Nikos Mavrogiannopoulos nmav@redhat.com writes:
There are still two open issues with the static analyzer at [0].
A few weeks ago (prior to fixing the "dead increment" issue), I installed the clang static analyzer locally, but I didn't get the same issues reported. I got a few issues inside mini-gmp which looked like false positives (iirc, complaints were about some division function doing something bad in case qp was a NULL pointer but q wasn't, clang not realizing that the function logic makes qp == NULL if and only if q == NULL).
Both are at ecc-mod(), where the hi value can be used uninitialized on two occasions; ecc-mod.c:104 and ecc-mod.c:110. The issue can be addressed by initializing to zero, but although it looks reasonable, I'm not sure if that's the expectation of the algorithm.
I try to avoid initializing things just to avoid warnings. I'm reasonably confident there are no uninitialized values used at run time, since (1) all conditions involve sizes which are pretty static, not depending on numerical values of the bignums, and (2) I've seen no complaints about uninitialized values when running the testsuite under valgrind.
If we changed the code to initialize the variable was initialized to some dummy value, valgrind would no longer be able to spot such problems in this code.
Actually, I've also seen warnings about this code from gcc, for the use at line 104, but only when compiling for sparc (and on a machine that I no longer use).
Addressing that issue would allow for successful CI runs.
I agree that's desirable.
This code needs some careful analysis, to see under what conditions hi might be used uninitialized, and in case there's some valid inputs for which this could happen fix that, and if not, back up our assumptions with asserts (which I hope the static analyzer will understand).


→ **WHAT IS NEEDED**
Search term "item": copy each line of the data containing it.

→ **RECORDED DATA**
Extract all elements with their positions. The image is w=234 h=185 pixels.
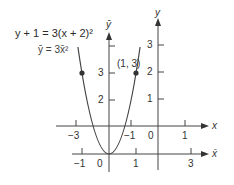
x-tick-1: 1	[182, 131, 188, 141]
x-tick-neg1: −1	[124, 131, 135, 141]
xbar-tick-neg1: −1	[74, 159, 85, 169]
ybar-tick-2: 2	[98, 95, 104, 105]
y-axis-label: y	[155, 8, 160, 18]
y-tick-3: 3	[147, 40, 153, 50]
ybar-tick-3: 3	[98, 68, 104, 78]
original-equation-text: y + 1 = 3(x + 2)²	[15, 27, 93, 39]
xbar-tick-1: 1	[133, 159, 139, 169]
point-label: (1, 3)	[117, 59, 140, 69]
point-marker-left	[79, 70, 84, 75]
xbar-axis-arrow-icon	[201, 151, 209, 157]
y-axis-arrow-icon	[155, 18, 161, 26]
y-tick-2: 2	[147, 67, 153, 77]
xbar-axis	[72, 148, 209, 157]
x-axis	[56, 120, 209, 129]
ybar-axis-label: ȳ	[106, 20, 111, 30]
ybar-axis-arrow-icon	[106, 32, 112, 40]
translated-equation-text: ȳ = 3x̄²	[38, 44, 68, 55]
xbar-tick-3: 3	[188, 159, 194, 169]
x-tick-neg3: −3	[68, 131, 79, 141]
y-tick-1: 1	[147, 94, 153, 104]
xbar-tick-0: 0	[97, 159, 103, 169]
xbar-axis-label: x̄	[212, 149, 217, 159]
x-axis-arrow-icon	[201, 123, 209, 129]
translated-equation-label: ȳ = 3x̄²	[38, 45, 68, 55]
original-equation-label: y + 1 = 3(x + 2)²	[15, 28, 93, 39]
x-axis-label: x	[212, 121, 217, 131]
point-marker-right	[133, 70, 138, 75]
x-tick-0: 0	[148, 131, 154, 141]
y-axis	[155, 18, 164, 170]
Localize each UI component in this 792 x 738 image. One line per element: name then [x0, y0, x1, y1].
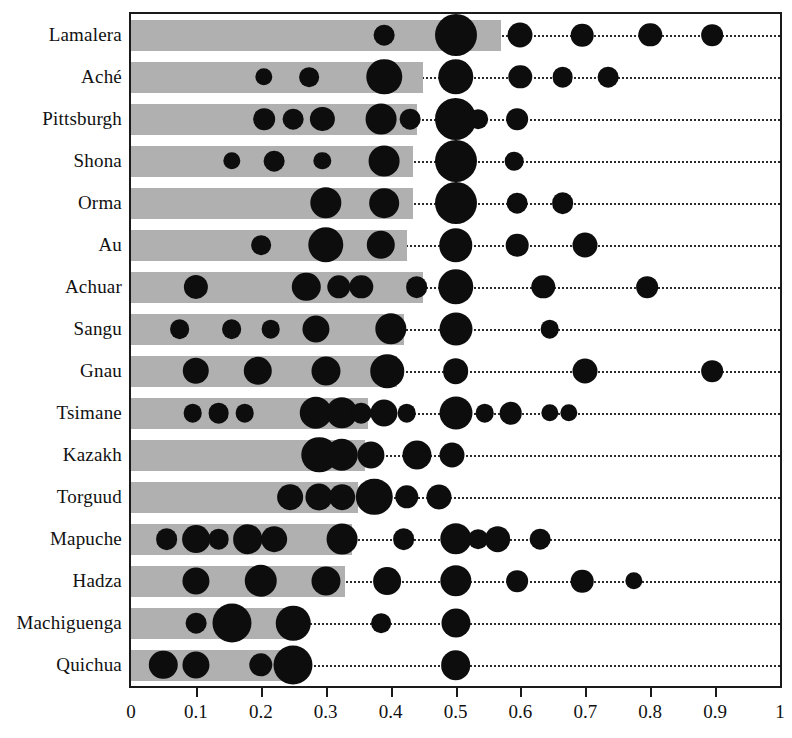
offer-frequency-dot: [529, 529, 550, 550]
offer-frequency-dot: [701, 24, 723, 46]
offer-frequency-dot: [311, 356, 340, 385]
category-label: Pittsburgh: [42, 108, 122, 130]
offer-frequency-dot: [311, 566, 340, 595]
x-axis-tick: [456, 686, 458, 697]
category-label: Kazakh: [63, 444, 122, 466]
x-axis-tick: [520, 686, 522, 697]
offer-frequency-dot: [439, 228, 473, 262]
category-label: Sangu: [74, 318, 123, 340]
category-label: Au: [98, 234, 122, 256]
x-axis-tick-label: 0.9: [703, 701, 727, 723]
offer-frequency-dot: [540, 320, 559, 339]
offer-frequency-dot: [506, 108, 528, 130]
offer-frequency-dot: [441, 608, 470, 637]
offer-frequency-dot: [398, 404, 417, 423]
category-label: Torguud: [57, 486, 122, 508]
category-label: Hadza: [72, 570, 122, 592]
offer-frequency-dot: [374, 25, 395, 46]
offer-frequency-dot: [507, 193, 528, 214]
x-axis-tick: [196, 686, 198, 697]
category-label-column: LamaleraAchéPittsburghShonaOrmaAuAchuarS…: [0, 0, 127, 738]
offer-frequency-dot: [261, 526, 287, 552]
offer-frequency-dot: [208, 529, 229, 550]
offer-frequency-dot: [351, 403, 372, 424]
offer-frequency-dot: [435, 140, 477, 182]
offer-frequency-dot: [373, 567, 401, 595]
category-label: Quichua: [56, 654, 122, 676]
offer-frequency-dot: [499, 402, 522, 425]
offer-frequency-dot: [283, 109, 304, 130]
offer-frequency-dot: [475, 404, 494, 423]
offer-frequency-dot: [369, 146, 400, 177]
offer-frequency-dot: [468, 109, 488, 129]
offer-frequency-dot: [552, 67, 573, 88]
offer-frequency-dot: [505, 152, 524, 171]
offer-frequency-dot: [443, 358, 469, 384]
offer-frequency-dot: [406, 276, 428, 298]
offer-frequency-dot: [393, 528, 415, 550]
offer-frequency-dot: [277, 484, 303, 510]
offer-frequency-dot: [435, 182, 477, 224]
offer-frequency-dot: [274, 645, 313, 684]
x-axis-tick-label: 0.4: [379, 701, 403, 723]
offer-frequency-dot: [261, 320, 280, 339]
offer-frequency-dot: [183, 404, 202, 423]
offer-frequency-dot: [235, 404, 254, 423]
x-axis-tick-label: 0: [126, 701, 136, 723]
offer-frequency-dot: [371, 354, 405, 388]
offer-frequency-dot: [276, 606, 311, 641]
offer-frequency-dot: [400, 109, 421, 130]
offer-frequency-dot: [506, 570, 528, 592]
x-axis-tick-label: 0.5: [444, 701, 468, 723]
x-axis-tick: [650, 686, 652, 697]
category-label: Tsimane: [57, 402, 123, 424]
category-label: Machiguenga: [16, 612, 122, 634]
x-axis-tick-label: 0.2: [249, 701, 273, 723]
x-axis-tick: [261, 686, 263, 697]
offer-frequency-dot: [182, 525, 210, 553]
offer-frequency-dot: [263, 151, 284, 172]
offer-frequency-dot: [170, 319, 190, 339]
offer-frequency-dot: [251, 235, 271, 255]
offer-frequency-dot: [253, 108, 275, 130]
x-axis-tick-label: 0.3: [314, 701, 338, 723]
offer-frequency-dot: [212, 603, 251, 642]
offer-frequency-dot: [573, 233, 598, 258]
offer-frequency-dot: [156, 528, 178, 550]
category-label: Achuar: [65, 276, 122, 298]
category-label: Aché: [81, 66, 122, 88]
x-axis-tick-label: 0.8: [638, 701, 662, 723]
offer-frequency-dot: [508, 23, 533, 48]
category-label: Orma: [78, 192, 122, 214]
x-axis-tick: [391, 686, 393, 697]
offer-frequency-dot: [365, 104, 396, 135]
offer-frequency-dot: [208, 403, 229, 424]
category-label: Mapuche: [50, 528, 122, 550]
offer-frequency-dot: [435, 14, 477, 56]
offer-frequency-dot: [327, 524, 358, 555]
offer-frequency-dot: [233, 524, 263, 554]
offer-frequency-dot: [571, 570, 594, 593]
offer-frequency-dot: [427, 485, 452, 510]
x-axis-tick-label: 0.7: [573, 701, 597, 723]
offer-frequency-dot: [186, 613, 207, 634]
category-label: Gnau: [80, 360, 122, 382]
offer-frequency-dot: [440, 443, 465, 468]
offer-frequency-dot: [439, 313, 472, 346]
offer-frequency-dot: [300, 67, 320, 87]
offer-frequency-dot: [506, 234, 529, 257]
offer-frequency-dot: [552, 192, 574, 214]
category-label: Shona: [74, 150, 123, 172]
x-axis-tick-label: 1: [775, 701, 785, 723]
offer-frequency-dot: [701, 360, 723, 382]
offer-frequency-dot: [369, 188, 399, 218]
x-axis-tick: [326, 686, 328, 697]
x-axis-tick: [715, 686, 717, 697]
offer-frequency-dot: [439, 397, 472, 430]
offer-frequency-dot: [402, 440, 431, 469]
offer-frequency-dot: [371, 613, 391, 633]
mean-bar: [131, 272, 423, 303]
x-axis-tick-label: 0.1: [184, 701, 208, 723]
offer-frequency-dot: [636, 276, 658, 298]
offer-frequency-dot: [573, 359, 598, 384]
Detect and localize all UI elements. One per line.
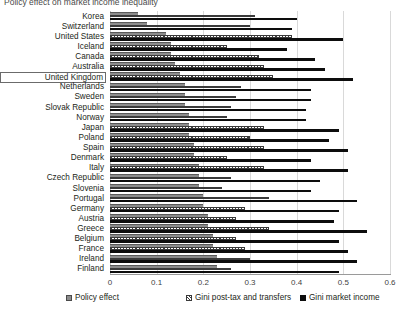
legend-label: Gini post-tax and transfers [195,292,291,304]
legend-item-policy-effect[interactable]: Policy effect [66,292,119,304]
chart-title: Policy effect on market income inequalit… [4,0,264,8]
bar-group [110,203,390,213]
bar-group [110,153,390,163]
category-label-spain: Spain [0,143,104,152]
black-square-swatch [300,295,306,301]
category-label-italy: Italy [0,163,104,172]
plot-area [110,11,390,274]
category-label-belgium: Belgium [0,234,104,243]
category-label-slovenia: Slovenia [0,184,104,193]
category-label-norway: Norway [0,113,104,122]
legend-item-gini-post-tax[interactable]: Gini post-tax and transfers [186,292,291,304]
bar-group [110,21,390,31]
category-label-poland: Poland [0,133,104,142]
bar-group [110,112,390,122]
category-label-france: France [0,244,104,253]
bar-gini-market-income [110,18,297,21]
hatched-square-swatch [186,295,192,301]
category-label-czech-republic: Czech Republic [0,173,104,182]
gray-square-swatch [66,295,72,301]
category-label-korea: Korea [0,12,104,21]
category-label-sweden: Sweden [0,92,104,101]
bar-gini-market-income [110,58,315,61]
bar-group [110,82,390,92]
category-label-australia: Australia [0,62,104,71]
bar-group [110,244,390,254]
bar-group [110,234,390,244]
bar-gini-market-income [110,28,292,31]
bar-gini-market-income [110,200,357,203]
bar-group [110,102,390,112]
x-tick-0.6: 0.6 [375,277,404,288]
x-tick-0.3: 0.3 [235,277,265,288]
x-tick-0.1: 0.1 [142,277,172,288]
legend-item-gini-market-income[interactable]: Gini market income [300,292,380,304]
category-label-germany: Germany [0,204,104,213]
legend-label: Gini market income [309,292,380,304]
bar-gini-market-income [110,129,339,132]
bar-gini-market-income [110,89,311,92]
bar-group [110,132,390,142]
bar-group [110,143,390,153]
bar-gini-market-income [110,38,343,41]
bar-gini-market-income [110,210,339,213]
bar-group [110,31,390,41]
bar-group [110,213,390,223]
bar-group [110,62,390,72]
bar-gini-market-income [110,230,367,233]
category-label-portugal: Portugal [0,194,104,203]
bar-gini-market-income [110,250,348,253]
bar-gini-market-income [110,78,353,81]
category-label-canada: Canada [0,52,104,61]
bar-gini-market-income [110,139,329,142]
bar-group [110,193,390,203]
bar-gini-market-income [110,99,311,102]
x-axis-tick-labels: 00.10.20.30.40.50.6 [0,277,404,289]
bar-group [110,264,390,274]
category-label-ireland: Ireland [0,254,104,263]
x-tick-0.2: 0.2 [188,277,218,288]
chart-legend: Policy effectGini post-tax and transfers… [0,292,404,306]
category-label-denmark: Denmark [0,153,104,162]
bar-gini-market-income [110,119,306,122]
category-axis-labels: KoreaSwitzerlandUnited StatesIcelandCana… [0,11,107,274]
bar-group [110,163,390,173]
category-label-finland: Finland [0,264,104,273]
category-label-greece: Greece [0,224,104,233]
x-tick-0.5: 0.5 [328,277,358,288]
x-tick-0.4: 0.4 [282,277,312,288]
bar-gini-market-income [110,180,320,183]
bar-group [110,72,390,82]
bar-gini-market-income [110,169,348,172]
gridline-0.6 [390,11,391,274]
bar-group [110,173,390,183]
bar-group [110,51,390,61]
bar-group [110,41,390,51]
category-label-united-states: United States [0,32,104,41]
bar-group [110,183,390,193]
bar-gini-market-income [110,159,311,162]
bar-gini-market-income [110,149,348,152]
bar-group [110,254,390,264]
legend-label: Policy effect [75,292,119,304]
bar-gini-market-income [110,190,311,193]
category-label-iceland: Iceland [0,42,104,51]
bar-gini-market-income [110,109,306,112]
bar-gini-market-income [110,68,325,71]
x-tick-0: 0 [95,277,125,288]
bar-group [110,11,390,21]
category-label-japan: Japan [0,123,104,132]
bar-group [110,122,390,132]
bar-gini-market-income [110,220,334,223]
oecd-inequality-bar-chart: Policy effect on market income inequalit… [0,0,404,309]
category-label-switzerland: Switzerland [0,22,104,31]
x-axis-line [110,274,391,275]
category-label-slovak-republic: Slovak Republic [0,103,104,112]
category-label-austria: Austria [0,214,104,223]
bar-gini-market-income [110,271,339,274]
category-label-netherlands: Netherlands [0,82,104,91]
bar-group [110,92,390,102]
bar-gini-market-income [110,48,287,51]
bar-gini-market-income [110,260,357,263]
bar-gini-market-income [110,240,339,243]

→ **RESPONSE AREA**
legend-item-policy-effect[interactable]: Policy effect [66,292,119,304]
legend-item-gini-post-tax[interactable]: Gini post-tax and transfers [186,292,291,304]
legend-item-gini-market-income[interactable]: Gini market income [300,292,380,304]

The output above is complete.